18 May 2001
Ramaphosas black empowerment plan challenges government's economic strategy
South Africa's President
Thabo Mbeki is considering how to react to the black empowerment report which
effectively challenges the main precepts of official government policy and has
been delivered by a major political rival, Cyril Ramaphosa. The plan seeks to
resurrect the Reconstruction and Development Plan, unceremoniously bundled off
the stage when the African National Congress came to power in 1994 and replaced
by the current neo-liberal prescription. In the present political climate many
local observers therefore view the Black Economic Empowerment Commission's
report as a platform on which Ramaphosa can build a challenge. The
'National lntegrated Black Economic Empowerment Strategy' criticises the record
of Gear, the government's Growth, Employment and Redistribution plan, to which
Mbeki has nailed his colours. The raison d'être of this policy has
been to secure high rates of growth, but the black empowerment plan instead
call the country's economic growth rate disappointing" and call for
government intervention. It maintains that the development of black economic
empowerment "has to be a state-driven programme' since it encompasses
Reconstruction and Development Programme priorities such as job creation, rural
development and infrastructure development. Mbeki officially welcomed
the BEEC report, produced under the chairmanship of Ramaphosa, when he
presented it late last month, in the midst of allegations that he was plotting
against the president. He is apparently still being investigated by the
security service. The publicity surrounding these accusations has
revealed to public view previously unacknowledged power politics in the ANC,
and the Black Business Council was this week seeking to avoid the potentially
embarrassing juxtaposition of Ramaphosa and Mbeki on a public platform when the
response to the report is made. The report is a challenge to Mbeki's
neo-liberal orthodoxy in a number of ways.
- First, it rejects the
central Gear role for foreign direct investment in securing the necessary
growth rates. Instead it proposes forced domestic investment at high levels.
- Then it rejects the
reliance on the free market to engender growth; instead it calls for the state
to direct key investment.
- Finally, while in the main
it seeks the development of a new bourgeoisie, it emphasises rural development
through state intervention, black women's empowerment other human capital
development and measures to increase employment.
Thus it has secured trade
union support by its proposals for boosting employment in the privatisation
process. Cosatu economists like Neva Makgetla have called it "holistic".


→ **Requirement**:
From the records, report how many lines hold the word "light", with the number as the sole reply.

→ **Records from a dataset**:
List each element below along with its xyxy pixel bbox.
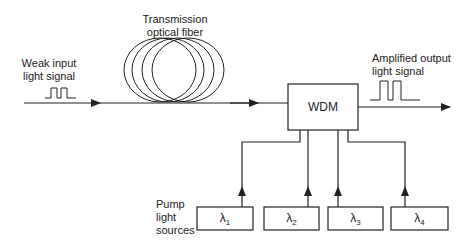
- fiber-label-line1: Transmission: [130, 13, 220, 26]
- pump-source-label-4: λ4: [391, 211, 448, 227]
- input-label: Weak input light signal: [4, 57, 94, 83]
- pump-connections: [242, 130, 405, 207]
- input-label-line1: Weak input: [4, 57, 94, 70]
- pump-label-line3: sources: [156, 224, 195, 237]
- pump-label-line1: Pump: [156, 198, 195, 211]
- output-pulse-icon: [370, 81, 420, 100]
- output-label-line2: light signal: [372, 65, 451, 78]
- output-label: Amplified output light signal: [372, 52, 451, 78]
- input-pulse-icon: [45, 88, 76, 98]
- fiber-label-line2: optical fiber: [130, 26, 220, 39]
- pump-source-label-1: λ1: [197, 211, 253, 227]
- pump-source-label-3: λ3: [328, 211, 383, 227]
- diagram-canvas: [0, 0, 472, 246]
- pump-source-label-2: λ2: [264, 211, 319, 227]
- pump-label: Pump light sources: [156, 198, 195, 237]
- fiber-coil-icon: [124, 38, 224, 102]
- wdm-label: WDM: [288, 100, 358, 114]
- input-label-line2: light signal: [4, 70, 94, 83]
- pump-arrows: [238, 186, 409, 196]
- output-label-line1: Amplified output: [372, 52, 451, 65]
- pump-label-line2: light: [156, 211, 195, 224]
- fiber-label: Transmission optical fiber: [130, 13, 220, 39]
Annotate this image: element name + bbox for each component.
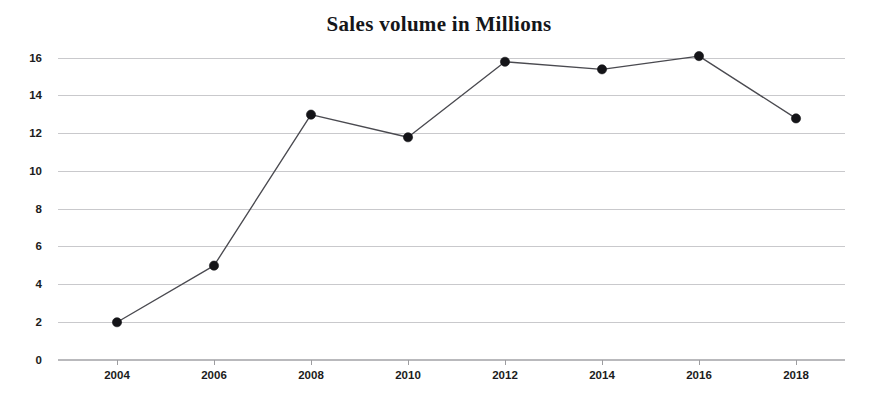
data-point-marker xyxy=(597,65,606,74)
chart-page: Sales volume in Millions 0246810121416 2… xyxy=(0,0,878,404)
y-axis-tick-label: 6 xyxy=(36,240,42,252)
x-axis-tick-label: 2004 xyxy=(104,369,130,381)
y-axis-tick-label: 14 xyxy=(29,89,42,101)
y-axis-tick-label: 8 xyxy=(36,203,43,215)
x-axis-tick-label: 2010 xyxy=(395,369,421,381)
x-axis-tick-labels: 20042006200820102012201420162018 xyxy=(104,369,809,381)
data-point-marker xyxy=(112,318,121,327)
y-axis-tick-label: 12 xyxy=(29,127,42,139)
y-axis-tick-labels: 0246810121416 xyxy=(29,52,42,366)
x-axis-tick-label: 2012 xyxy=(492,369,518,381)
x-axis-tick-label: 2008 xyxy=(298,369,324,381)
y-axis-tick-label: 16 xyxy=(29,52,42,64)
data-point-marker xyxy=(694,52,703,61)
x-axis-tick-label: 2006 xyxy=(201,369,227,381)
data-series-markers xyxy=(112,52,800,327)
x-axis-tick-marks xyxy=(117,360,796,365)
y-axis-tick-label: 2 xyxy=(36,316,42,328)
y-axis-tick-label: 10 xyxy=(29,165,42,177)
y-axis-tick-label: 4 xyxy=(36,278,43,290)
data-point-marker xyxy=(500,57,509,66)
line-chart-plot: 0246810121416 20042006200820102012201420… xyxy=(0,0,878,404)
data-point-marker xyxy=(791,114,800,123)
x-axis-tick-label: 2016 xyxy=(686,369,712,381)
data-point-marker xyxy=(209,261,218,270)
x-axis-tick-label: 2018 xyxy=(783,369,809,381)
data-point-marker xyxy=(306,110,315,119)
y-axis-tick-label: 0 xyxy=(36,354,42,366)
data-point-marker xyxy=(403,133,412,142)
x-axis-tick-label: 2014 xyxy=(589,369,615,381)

--

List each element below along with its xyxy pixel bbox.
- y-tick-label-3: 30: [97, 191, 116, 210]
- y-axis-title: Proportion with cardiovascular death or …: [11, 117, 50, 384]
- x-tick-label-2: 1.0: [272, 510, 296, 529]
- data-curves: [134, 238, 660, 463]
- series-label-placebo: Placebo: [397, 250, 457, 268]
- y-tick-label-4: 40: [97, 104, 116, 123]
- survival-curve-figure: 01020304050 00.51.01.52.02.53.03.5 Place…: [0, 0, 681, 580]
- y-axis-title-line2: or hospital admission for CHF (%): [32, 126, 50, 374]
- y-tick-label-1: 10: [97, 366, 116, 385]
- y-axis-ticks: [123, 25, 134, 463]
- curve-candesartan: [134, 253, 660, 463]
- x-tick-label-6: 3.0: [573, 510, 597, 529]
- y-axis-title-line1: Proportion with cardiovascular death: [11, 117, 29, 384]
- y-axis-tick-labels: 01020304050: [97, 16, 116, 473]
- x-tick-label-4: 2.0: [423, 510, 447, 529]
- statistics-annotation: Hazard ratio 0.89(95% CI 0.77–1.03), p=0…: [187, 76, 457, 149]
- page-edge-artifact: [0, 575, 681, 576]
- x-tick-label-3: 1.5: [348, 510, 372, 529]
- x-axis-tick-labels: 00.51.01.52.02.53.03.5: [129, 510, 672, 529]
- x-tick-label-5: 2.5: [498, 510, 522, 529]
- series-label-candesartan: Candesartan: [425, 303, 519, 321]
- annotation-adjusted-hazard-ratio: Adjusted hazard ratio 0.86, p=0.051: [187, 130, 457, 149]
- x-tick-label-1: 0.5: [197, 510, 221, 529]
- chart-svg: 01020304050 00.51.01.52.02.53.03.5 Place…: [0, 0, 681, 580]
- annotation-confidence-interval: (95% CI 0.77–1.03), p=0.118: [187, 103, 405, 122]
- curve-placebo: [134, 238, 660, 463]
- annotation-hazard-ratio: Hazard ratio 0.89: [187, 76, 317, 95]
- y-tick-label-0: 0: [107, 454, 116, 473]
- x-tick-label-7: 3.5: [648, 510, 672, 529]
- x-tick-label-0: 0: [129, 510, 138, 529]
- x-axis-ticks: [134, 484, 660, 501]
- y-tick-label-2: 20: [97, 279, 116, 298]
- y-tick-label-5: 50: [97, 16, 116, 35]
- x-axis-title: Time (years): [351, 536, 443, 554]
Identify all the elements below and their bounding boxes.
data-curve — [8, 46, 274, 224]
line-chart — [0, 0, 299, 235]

→ **Task output**:
6